View Full Version : DVD Audio downsampling? or not?
audiomadness
03-25-2006, 09:50 AM
I've been recently buying some DVD-audio titles, but unlike SACD some DVD-A disk have only a 5.1 mix and no hi-rez 2-channel mix. I prefer to listen to 2 channel and is the reason I have more SACD titles. For DVD-Audio, my universal player appears to automatically downmix the 5.1 mix to the 2-channel stereo rca outputs. If the DVD-A title does not have a Hi-Rez 2ch mix......I am just wondering if I am still getting true DVD-A playback from my stereo RCA outputs. The manual is not clear on this.
Any thoughts would be appreciated. Thanks.
Sir Terrence the Terrible
03-26-2006, 11:04 AM
I've been recently buying some DVD-audio titles, but unlike SACD some DVD-A disk have only a 5.1 mix and no hi-rez 2-channel mix. I prefer to listen to 2 channel and is the reason I have more SACD titles. For DVD-Audio, my universal player appears to automatically downmix the 5.1 mix to the 2-channel stereo rca outputs. If the DVD-A title does not have a Hi-Rez 2ch mix......I am just wondering if I am still getting true DVD-A playback from my stereo RCA outputs. The manual is not clear on this.
Any thoughts would be appreciated. Thanks.
Downmixing within the player is a dicey thing. If you are using the analog outputs to get your signal, then most likely the bit rate and the sample rate will be intact. However the folding of one channel onto another creates some distortion and signal degredation, not to mention the spatial losses which misplace information where it should not be. You would do better to just listen to the 5.1 mix and avoid the signal degredation and losses from the downrezing algorythm within your player.
I guess old habits are slow to die. New technology brings us closer to the original master 5.1 tape or digital storage device, and we fold it to the old stereo technology. As an engineer this is pretty damn frustrating (no offense to you of course).
audiomadness
03-26-2006, 12:46 PM
Point taken....but you are right Sir Terrence, old habits are definitely hard to break. I have been slowly trying to train my ears to the new 5.1 mixes and some mixes do sound pretty damn good. I guess as an audiophile, I would prefer to have the 2 channel mix thrown in there just to compare the two mixes.
Sir Terrence the Terrible
03-27-2006, 11:41 AM
Point taken....but you are right Sir Terrence, old habits are definitely hard to break. I have been slowly trying to train my ears to the new 5.1 mixes and some mixes do sound pretty damn good. I guess as an audiophile, I would prefer to have the 2 channel mix thrown in there just to compare the two mixes.
I am going to offer a suggestion and you can take it or leave it. Train you mind that the 5.1 mix constitutes the closest incarnation we have ever had to some sort of audio reality ( I am speaking of live recordings, not studio which have no point of reference at all). If you do this, your ears will follow. One of the main sticking points with audiophiles is that they beleive the two channel mix is always the truest mix. Now days that is just not true. The 5.1 mix get's the most attention at what the mix is optimized for, and the two channel mix is created using a mixdown algorythm in the studio. Unless the project is two channel from the onset ( becomding more rare these days), then the two channel mix is derived from the 5.1 channel mix.
Stereo is not an audiophile format. Listening test and studies have confirmed that it takes at least THREE channels up front to minimally map a front soundstage. Two channel was chosen because of the limitations (not strengths) of the medium of the time. This has occured on both vinyl and CD. Now that these limitation have been lifted, we should try and enjoy the format that brings us closer sonically and spatially to the live recording itself. That would not be coming from the two channel mix these days.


• _Your objective_
Count how many lines in the data hold the word "treats", and give that number alone.

§

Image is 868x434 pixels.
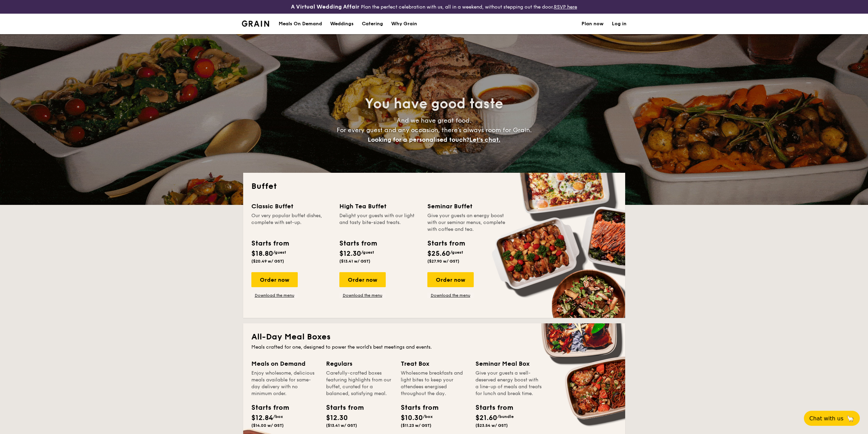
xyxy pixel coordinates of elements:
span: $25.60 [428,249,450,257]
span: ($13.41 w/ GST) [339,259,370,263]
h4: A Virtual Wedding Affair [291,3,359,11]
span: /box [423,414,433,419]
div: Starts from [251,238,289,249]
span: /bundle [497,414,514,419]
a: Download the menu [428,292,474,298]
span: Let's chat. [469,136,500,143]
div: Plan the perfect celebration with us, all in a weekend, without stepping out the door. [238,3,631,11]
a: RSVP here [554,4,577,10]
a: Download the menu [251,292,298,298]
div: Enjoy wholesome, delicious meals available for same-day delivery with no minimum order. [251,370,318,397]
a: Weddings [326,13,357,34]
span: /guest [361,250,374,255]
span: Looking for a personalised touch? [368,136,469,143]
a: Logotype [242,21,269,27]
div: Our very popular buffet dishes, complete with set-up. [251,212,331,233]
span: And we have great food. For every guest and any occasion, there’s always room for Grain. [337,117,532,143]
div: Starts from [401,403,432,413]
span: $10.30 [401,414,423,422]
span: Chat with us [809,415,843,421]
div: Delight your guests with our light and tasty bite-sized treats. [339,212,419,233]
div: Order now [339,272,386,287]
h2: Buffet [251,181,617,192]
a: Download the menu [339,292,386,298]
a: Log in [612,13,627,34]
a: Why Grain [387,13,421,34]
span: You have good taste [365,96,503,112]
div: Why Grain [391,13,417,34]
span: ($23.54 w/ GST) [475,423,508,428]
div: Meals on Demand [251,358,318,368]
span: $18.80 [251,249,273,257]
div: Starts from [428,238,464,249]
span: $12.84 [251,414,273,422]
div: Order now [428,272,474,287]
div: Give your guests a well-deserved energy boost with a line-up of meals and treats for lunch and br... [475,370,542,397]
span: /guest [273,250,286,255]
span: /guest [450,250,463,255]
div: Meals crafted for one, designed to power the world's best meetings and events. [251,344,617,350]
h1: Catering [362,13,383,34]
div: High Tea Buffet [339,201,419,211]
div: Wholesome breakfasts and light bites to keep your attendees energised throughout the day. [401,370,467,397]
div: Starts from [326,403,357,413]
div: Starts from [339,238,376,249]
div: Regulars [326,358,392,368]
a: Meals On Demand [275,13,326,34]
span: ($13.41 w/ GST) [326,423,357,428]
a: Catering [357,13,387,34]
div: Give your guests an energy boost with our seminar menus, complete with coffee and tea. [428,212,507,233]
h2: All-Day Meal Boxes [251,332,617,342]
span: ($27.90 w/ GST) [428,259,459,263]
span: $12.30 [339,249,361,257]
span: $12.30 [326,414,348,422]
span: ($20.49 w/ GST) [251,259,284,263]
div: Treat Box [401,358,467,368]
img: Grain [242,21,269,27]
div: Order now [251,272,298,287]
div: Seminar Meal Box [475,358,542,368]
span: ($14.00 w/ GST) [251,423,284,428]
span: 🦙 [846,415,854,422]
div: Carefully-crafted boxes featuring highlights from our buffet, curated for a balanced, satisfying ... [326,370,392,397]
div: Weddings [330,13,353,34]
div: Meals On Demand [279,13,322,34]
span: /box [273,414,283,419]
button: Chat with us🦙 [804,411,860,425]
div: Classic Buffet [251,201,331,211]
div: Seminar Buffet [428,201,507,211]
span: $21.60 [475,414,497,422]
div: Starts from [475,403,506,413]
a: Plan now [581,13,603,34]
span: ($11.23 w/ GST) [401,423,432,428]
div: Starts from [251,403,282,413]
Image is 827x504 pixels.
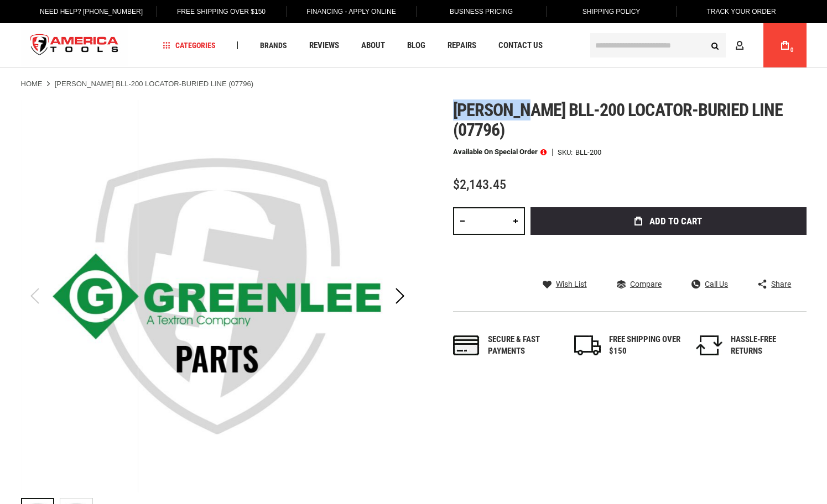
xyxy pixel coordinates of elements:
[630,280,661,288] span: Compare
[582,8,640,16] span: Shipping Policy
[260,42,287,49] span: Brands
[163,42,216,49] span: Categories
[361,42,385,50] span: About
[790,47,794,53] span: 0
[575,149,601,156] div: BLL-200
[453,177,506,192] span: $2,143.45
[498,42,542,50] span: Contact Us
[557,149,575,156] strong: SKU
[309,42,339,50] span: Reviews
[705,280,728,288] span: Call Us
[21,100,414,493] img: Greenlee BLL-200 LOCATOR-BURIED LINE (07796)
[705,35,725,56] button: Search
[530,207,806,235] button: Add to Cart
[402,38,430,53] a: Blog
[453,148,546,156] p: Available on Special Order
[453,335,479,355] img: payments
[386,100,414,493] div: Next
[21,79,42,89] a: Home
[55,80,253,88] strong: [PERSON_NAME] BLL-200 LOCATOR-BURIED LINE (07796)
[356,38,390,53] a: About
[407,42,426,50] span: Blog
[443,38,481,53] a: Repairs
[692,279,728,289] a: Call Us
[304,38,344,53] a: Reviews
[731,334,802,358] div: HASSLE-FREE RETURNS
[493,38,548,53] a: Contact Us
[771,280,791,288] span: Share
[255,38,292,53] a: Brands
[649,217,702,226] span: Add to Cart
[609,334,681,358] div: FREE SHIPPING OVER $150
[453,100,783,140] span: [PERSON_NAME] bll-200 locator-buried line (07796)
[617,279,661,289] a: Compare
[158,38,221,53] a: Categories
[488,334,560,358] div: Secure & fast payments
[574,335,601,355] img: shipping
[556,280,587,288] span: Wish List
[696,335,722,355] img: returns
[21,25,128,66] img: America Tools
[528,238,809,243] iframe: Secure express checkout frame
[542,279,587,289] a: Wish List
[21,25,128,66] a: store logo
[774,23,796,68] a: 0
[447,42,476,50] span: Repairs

§

• _Written response_
2